- [What to produce]
In the material below, find the line containing "You are a GUI" and the line containing "The height and width of the screenshot is (551, 980).", then reproduce exactly both of them and every line between, and nothing else.
(Beginning of Records to process)
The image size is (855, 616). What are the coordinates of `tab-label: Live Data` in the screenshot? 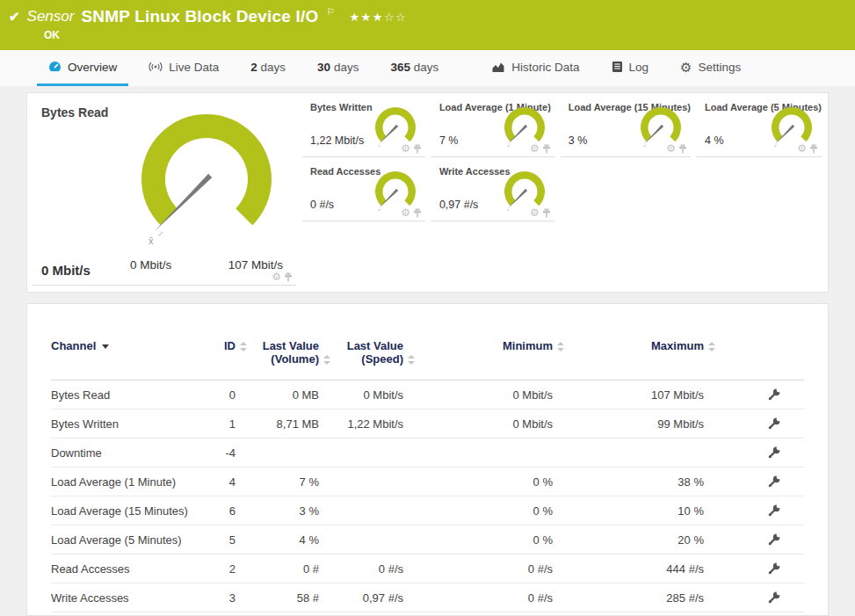 It's located at (193, 67).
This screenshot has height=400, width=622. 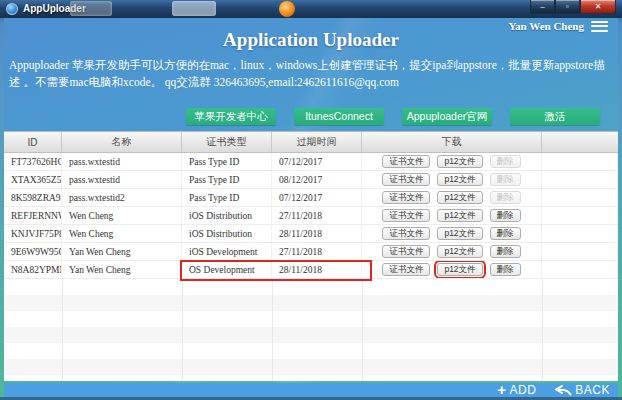 I want to click on toolbar: 苹果开发者中心 ItunesConnect Appuploader官网 激活, so click(x=302, y=116).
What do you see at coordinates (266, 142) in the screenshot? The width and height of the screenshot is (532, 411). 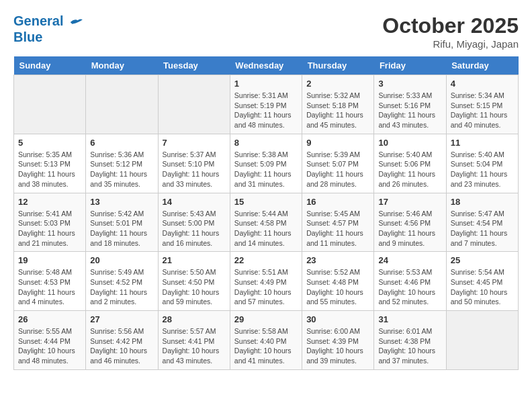 I see `day-number: 8` at bounding box center [266, 142].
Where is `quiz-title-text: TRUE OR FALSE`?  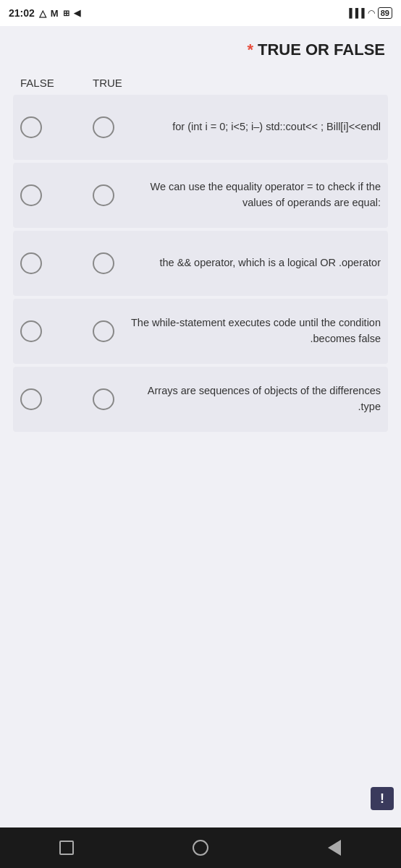
quiz-title-text: TRUE OR FALSE is located at coordinates (321, 49).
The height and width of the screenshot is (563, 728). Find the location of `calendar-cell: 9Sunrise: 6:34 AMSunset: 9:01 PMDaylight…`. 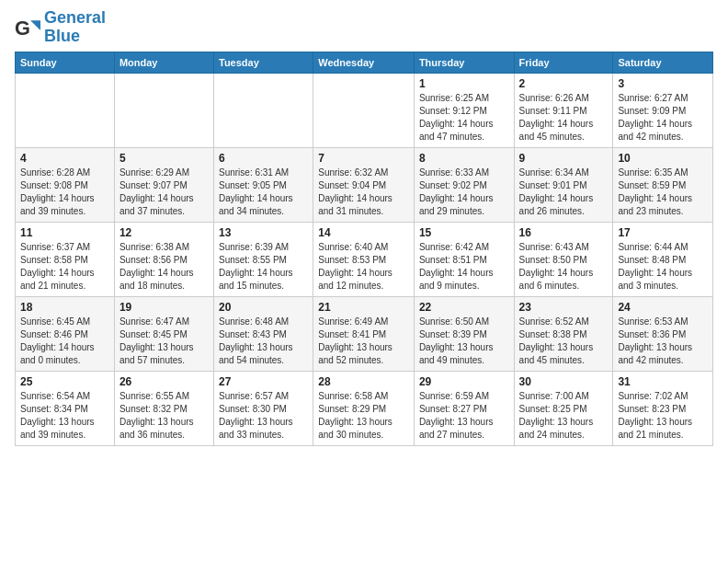

calendar-cell: 9Sunrise: 6:34 AMSunset: 9:01 PMDaylight… is located at coordinates (563, 184).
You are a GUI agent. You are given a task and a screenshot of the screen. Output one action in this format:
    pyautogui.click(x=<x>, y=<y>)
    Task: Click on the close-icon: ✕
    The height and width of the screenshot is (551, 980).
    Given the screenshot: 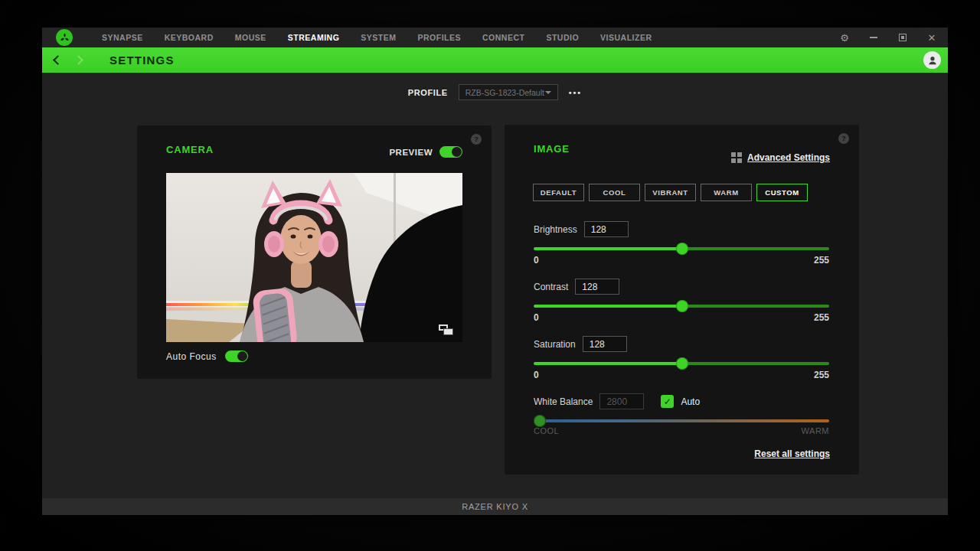 What is the action you would take?
    pyautogui.click(x=932, y=37)
    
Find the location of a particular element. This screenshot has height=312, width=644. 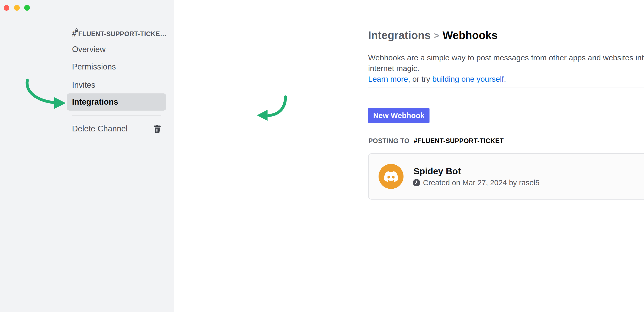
(End of Records to process)
- [Answer to this exercise]
You are a GUI agent. You are given a task and a screenshot of the screen. Output one action in this format:
    pyautogui.click(x=<x>, y=<y>)
    Task: Click on the close-icon: ✕
    The height and width of the screenshot is (551, 980).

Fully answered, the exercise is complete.